The Saskatchewan Health Authority is looking at new alternatives and strategies for harm reduction for frequent drug users.  

Usually, when a person thinks about a vending machine, they think about their favourite snacks and drinks.  

Well, the SHA is thinking about repurposing some vending machines to help deliver clean equipment and paraphernalia for people dealing with drug addictions.  

“Drug use practices that we have right now can lead to transmission of HIV, HCV, and other infectious diseases which is a pressing issue... So, harm reduction is really about how do we deal with this kind of situation,” says Dr. Hortense Tabien, Medical Health Officer with the SHA.  

“It is clear that problematic use does generate high social and physical costs but at the same time, best results can be achieved by managing it as a health issue, and it requires a full range of evidence-based interventions, and one of those interventions is having those vending machines.”  
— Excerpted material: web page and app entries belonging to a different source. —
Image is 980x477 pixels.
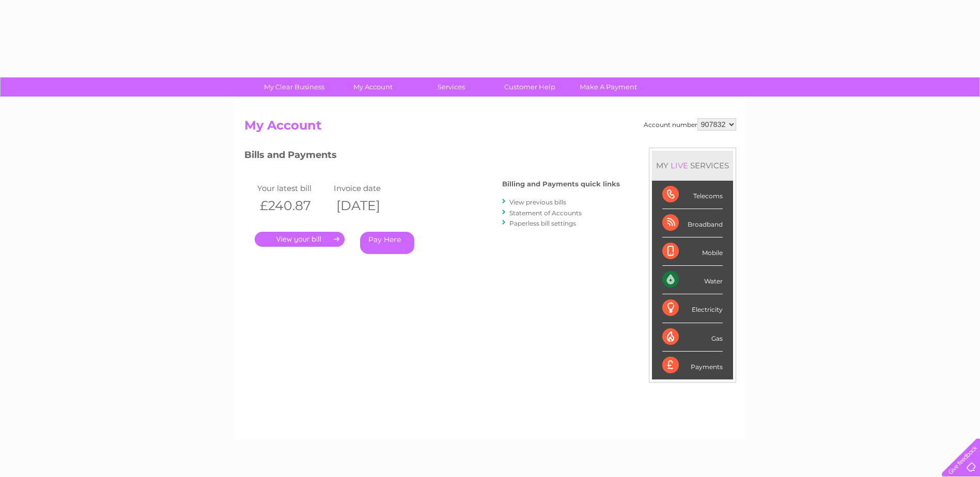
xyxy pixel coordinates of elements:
[662,266,723,295] div: Water
[331,181,408,195] td: Invoice date
[662,238,723,266] div: Mobile
[252,77,337,97] a: My Clear Business
[644,118,736,131] div: Account number
[330,77,415,97] a: My Account
[509,210,582,217] a: Statement of Accounts
[244,148,620,166] h3: Bills and Payments
[662,324,723,352] div: Gas
[662,210,723,238] div: Broadband
[502,181,620,188] h4: Billing and Payments quick links
[255,195,332,217] th: £240.87
[565,77,651,97] a: Make A Payment
[662,295,723,323] div: Electricity
[487,77,573,97] a: Customer Help
[360,232,415,254] a: Pay Here
[652,151,733,181] div: MY SERVICES
[244,118,736,138] h2: My Account
[255,232,345,247] a: .
[662,352,723,380] div: Payments
[669,160,690,170] div: LIVE
[408,77,494,97] a: Services
[255,181,332,195] td: Your latest bill
[509,220,576,228] a: Paperless bill settings
[331,195,408,217] th: [DATE]
[509,199,566,206] a: View previous bills
[662,181,723,210] div: Telecoms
Tabien says that the vending machines are a pragmatic response to attempt to slow down infection rates.  

The machines will have paraphernalia disposal units and they will be filled with clean needles and drug use equipment.  
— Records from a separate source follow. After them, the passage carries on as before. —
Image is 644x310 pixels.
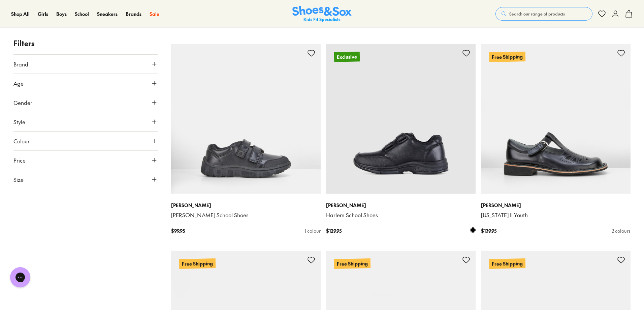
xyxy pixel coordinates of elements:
[172,211,321,219] a: [PERSON_NAME] School Shoes
[13,55,157,74] button: Brand
[56,11,67,18] a: Boys
[13,156,26,165] span: Price
[326,44,476,194] a: Exclusive
[13,60,28,68] span: Brand
[7,265,33,290] iframe: Gorgias live chat messenger
[172,227,185,234] span: $ 99.95
[97,11,118,18] a: Sneakers
[38,11,48,18] a: Girls
[489,52,526,62] p: Free Shipping
[496,7,593,20] button: Search our range of products
[13,118,26,126] span: Style
[13,38,157,49] p: Filters
[509,11,565,17] span: Search our range of products
[334,52,361,62] p: Exclusive
[326,227,341,234] span: $ 129.95
[612,227,631,234] div: 2 colours
[489,258,526,269] p: Free Shipping
[304,227,321,234] div: 1 colour
[172,202,321,209] p: [PERSON_NAME]
[13,79,24,87] span: Age
[150,11,159,18] a: Sale
[13,93,157,112] button: Gender
[293,6,352,22] img: SNS_Logo_Responsive.svg
[13,170,157,189] button: Size
[179,258,216,269] p: Free Shipping
[481,211,631,219] a: [US_STATE] II Youth
[326,211,476,219] a: Harlem School Shoes
[13,151,157,170] button: Price
[13,131,157,151] button: Colour
[13,74,157,92] button: Age
[75,11,89,18] a: School
[126,11,142,18] a: Brands
[13,137,30,145] span: Colour
[334,258,370,269] p: Free Shipping
[481,227,497,234] span: $ 139.95
[326,202,476,209] p: [PERSON_NAME]
[11,11,30,18] a: Shop All
[481,202,631,209] p: [PERSON_NAME]
[481,44,631,194] a: Free Shipping
[13,99,33,107] span: Gender
[13,175,24,183] span: Size
[293,6,352,22] a: Shoes & Sox
[13,113,157,131] button: Style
Moose Jaw’s current needle exchange site operates out of Crescent View Clinic. 

“We provide a variety of harm reduction supplies for safer drug use. So, really what the vending machines do is they offer an alternative location for individuals to receive those supplies because the services at Crescent View are available 7 days a week from 9 am to noon and then from one to four pm. So, if somebody requires new equipment and supplies after those hours then the vending machines are available to be able to meet that need,” says Sherri Buhler, Director, Primary Health Care at the Dr. F.H. Wigmore Hospital. 

The vending machines aren’t installed in Moose Jaw yet. 

Buhler and Tabien are unable to give a timeline of when and where these machines will be installed in the city since the SHA is still going through the planning stages of the project.